You’re a pharmacist and you’ve just taken delivery of ten bottles of 1,000 pills each. But before you have a chance to put them away, your supplier calls to inform you that, due to a glitch at the factory, one of the ten bottles is tainted.
Every pill is supposed to contain 10 milligrams of medication, but all of the pills in the bad bottle contain one extra milligram. Obviously, you can’t allow your customers to buy the overdosed pills, but this medication is very expensive so you can’t afford to throw away the whole lot.
Fortunately, you have a smart assistant, who suggests weighing the pills. “Brilliant!", you exclaim, “All we have to do is weigh each bottle – nine bottles will weigh the expected 10,000 mg and one bottle will weigh an extra 1,000 mg due to the overdosed pills”.
“You could do it that way”, adds your assistant with a sly grin, “but that could take up to ten weighings to find the bad bottle. I can think of a plan that’s guaranteed to find the bad bottle in only one weighing”.
What was your assistant’s plan? Hint: you may open the bottles and weigh any number of pills you like from any bottles.
You’ll have more fun if you DON’T click below to reveal the solution.
Solution
The key insight comes from the observation that if you weigh a different number of pills from each bottle then the excess weight can be used to identify the bad bottle.

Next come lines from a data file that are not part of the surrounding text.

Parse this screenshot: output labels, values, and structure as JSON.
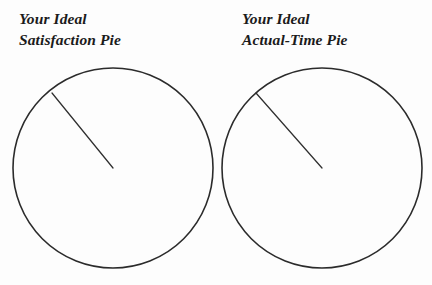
{
  "page": {
    "background_color": "#fdfdfd",
    "ink_color": "#2b2b2b",
    "width": 432,
    "height": 285
  },
  "panels": [
    {
      "id": "satisfaction",
      "title_line1": "Your Ideal",
      "title_line2": "Satisfaction Pie",
      "circle": {
        "center_x": 113,
        "center_y": 168,
        "radius": 100,
        "stroke_color": "#2b2b2b"
      },
      "radius_line": {
        "from_x": 113,
        "from_y": 168,
        "to_x": 52,
        "to_y": 93,
        "stroke_color": "#2f2f2f"
      }
    },
    {
      "id": "actual-time",
      "title_line1": "Your Ideal",
      "title_line2": "Actual-Time Pie",
      "circle": {
        "center_x": 106,
        "center_y": 168,
        "radius": 100,
        "stroke_color": "#2b2b2b"
      },
      "radius_line": {
        "from_x": 106,
        "from_y": 168,
        "to_x": 40,
        "to_y": 93,
        "stroke_color": "#2f2f2f"
      }
    }
  ]
}
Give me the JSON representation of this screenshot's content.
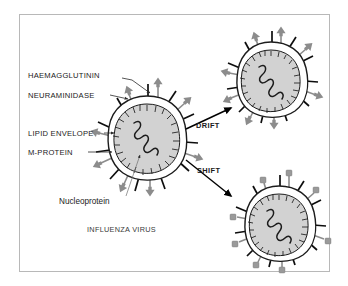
{
  "figure": {
    "kind": "biological-diagram",
    "caption": "INFLUENZA VIRUS",
    "frame": {
      "border_color": "#b8b8b8",
      "background": "#ffffff"
    }
  },
  "palette": {
    "outline": "#1c1c1c",
    "capsid_fill": "#d2d2d2",
    "envelope_fill": "#ffffff",
    "spike_black": "#0d0d0d",
    "spike_gray": "#8c8c8c",
    "text": "#1a1a1a",
    "leader": "#2a2a2a",
    "page_background": "#ffffff"
  },
  "labels": {
    "haemagglutinin": "HAEMAGGLUTININ",
    "neuraminidase": "NEURAMINIDASE",
    "lipid_envelope": "LIPID ENVELOPE",
    "m_protein": "M-PROTEIN",
    "nucleoprotein": "Nucleoprotein",
    "influenza_virus": "INFLUENZA VIRUS"
  },
  "pathways": [
    {
      "id": "drift",
      "label": "DRIFT",
      "direction": "up-right",
      "description": "minor antigenic change"
    },
    {
      "id": "shift",
      "label": "SHIFT",
      "direction": "down-right",
      "description": "major antigenic change"
    }
  ],
  "particles": [
    {
      "id": "parent-virus",
      "name": "influenza-virus-particle",
      "spike_types": [
        "black-rod",
        "gray-arrow"
      ],
      "has_nucleoprotein": true
    },
    {
      "id": "drift-virus",
      "name": "drift-variant-particle",
      "spike_types": [
        "black-rod",
        "gray-arrow"
      ],
      "has_nucleoprotein": true
    },
    {
      "id": "shift-virus",
      "name": "shift-variant-particle",
      "spike_types": [
        "black-rod",
        "gray-knob"
      ],
      "has_nucleoprotein": true
    }
  ]
}
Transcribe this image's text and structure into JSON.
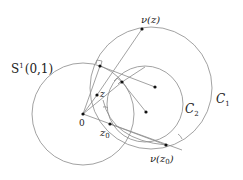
{
  "labels": {
    "s1": "S",
    "s1_sup": "1",
    "s1_args": "(0,1)",
    "c1": "C",
    "c1_sub": "1",
    "c2": "C",
    "c2_sub": "2",
    "origin": "0",
    "z": "z",
    "z0": "z",
    "z0_sub": "0",
    "nu_z": "ν(z)",
    "nu_z0": "ν(z",
    "nu_z0_sub": "0",
    "nu_z0_close": ")"
  },
  "colors": {
    "stroke": "#8a8a8a",
    "point": "#111111",
    "text": "#222222"
  }
}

For example…
- Mark each bottle with a unique number from 1 to 10.
- Take one randomly selected pill from bottle one, two pills from bottle two, etc. Weigh the resulting 55 pills (1+2+3+4+5+6+7+8+9+10 = 55) and note the result.
- If all 55 pills were legitimate, the expected result would be 550 mg (10 mg per pill times 55 pills) but the actual result is going to exceed the expected weight because you’ve included some number of overdosed pills in your sample. Subtract the actual weight from 550 mg to find the number of extra milligrams and, hence, the number of bad pills in your sample.
- Because you included a different number of pills from each bottle, you can trace the number of bad pills directly to the bad bottle. One bad pill implicates bottle one, two bad pills implicate bottle two, etc.
Today’s puzzle is adapted from the book Aha! Insight by the late, great puzzlemaster Martin Gardner.